Pleased they have made the effort to compare the data with 2024. Though a 5% reduction in the average time spent in draft zone is fairly small beer.
I wonder if using median would be better than mean.

Of course the ‘winners’ had a zero score: Philipp rode up and past all ahead of her in the swim and rode by herself. The other top women Siffert and Thek mostly rode alone or with one other for a short period. In a pair, controlling distance is ‘easier’ with no concern about slotting in potential.

Laidlow rode at the front of the small chase pack before riding off alone ‘in the lead’ so he thought. Schomburg rode alone all the way. Stratmann was in that chase group the whole way just as Luis was: the contrast is stark. In a multi rider pack, the effort to deter slotting in by staying in the blue means greater risk of yo-yoing.

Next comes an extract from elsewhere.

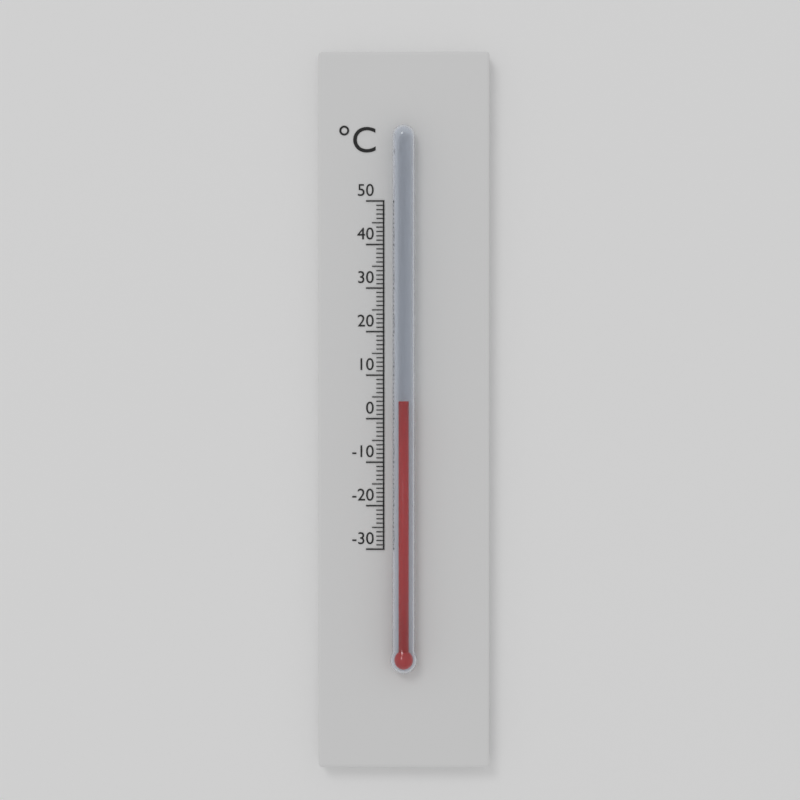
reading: 4 °C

1990 YOYOs, 0 penalties and the problem is the yoyoers :rofl:

Maybe (probably) I don’t understand the numbers

Jesse Hinrichs 01:12 total illegal time 44 yoyos

Do the 44 yoyos get included in the 1m12 illegal time ?

Yes, ALL the time he spent in the draft zone, illegally (ie yo-yoing) is 1:12 so he averaged <2 seconds a time.
Compare this yo-yo average (mean) time with:
Luis - 15 secs
Royle - 5 secs
Olij - 14 secs
Shaffield - 11 secs
Schoeman - 10 secs

I note in the women the different behaviours of two riders who spent hours together:
Bartlett and Mathieux
Bartlett: total in red = 1:25 (14 yo-yos, mean = 6 secs)
Mathieux: total in red = 9:19 (84 yo-yos, mean = 7 secs)
Guess it may reflect that Mathieux was the weaker and wheel 2 most of the time.
6-7 secs is: riding in blue, slip into red, notice, react (move hands to brakes) and get back to blue or (better) amber.